He looked at her for a long moment. The arena sounds continued their distant hum. Hannah was very aware of the warmth coming off him and the way his eyes were doing that thing — not the grin, not the performance, but the real version of him underneath all of that, the version that still surprised her sometimes with how much it got to her.
"I kept thinking about you," he said. "During the game."
"That seems like a liability."
"Yeah." He didn't sound particularly concerned. "Probably. But every time I got on the ice I was like — she's here. She's actually here."
Hannah's chest did something she didn't have vocabulary for. She looked at a point past his shoulder.
"Garrett—"
"I'm not trying to make it a thing," he said, which was a lie, but a gentle one. "I'm just telling you."
She looked back at him. He was close enough that she could see the specific way his damp hair was doing — the piece that always fell forward no matter what he did with it, the one she'd pushed back approximately a hundred times now. She kept her hands at her sides.

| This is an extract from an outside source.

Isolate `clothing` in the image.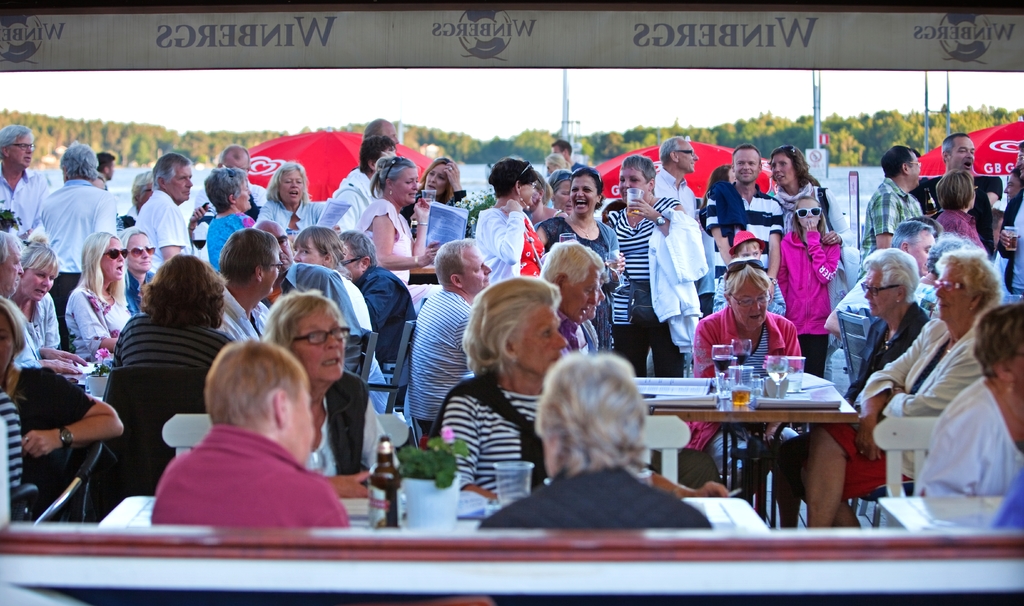
Isolated region: (left=593, top=204, right=705, bottom=371).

"You play better when I'm not watching," she said. "Statistically. I've been to three games before tonight and you were—"
"I scored twice tonight."
"I was going to say inconsistent—"
"Hannah." He said her name like it was its own sentence. Like it meant something specific. "I play better when you're watching. That's just a fact."
She opened her mouth.
He kissed her.
Not immediately — there was a moment, a full and deliberate moment, where he tilted his head and waited, giving her the opportunity to lean back or turn away or say Garrett, no, and she did none of those things. She did the opposite of all of those things.
She kissed him back.
His hand came off the wall and found her jaw, tilting her face up, and Hannah's hands found the front of his henley without any input from her conscious mind. He kissed the way he did everything when he was actually focused — with his whole attention, nothing held back, and she'd known since the first time that this was going to be a problem. It had been a problem. It continued to be a problem.
She pulled back just enough to breathe.
"You're smug about this," she said against his mouth.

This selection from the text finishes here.